My biggest problem is I didn't know which side to root for. And neither did the screenwriter. Let's see... do I cheer THESE fascists, or THESE fascists? In Hollywood tradition, the suspense depended upon manipulative, circumstantial, episodic peaks and troughs, such as the hanging of the child-traitor. My favourite scene from the whole film, the only one I felt had a ring of reality about it - the grandfather and child shooting the wolf in the snow - was completely fictional, according to Russian friends familiar with Vassili's life story. Ed Harris' character was a two-dimensional caricature of a Nazi, who belonged to the Indiana Jones genre instead of a pretentious war film. I suggest anyone in the mood for a bleak WWII period piece should see The Pianist and avoid Enemy like the plague. Sorry, had to get that off my chest.

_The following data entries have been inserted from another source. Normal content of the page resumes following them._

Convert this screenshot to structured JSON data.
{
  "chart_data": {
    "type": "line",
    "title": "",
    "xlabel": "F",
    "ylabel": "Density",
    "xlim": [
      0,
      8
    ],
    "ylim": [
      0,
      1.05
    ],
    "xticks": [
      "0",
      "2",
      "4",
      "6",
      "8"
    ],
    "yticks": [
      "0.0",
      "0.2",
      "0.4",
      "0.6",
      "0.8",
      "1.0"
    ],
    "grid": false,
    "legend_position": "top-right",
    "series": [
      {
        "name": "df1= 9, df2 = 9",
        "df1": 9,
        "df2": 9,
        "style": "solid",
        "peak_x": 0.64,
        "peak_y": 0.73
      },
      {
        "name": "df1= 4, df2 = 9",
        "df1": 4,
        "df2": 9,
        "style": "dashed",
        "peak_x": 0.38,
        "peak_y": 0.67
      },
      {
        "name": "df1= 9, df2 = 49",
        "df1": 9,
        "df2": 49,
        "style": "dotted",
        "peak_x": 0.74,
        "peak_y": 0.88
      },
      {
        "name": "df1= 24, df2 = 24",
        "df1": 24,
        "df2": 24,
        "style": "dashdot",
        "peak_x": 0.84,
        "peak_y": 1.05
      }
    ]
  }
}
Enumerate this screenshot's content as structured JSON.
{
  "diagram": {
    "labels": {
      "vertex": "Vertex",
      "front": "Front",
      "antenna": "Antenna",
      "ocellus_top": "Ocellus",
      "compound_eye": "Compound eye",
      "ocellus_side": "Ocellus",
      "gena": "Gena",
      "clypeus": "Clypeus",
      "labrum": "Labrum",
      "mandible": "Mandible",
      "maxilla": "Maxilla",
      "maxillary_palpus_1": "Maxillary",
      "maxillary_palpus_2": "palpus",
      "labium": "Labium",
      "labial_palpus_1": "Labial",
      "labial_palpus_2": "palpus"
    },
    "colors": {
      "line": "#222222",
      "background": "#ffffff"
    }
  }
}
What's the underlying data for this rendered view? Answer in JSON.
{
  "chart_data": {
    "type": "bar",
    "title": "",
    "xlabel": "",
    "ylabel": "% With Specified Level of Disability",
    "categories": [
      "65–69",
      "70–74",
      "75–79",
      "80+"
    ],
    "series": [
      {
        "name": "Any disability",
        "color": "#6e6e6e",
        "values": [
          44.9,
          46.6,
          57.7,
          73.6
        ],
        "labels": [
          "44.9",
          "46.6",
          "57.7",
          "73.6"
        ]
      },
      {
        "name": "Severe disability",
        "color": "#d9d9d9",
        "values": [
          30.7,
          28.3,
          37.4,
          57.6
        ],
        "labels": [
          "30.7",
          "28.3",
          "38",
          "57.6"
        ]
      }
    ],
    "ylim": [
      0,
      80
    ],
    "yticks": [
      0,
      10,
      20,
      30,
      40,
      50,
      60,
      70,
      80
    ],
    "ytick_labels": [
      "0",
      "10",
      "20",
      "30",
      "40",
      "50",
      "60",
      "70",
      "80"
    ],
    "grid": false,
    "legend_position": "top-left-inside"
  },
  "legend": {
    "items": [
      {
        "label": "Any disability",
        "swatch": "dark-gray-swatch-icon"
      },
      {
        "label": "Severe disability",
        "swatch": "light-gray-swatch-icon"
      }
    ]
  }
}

This [Helma Object Publisher] seems interesting:
Helma is a highly integrated open source web application platform that combines the strength of the Java platform with the power and simplicity of scripting languages. Server side scripting languages such as Perl and PHP have been a mainstay of the Web since the early days. But scripted Web apps have often proved to be less than well-designed and maintainable. Helma, which is scripted with standard JavaScript, was built to encourage clean and simple application design.
Why another scripting framework/application server?
Because, quite honestly, the one we need hasn't been built yet. What we need is a platform that offers a high level of abstraction on the prevalent web application concepts, but is not dumbed down and stripped of power and flexibility in order to be "idiot proof". The problem of so many J2EE solutions is that they are targeted to Java developers. But how many web developers you know sleep with the EJB spec under their pillow? That's what we thought. On the other hand, high level platforms often sacrifice the smart concepts in the underlying layers because their architects don't trust their users to be able to grasp those concepts. That's why JSP was patterened after Microsoft ASP when everybody doing serious web work already knew how broken that approach was.
Our credo is: Building websites should not be a task of system level programming. But when you bring web site building to the "ordinary people", they should be able to use the serious tools to get the job done. That's what we're trying to provide with Helma.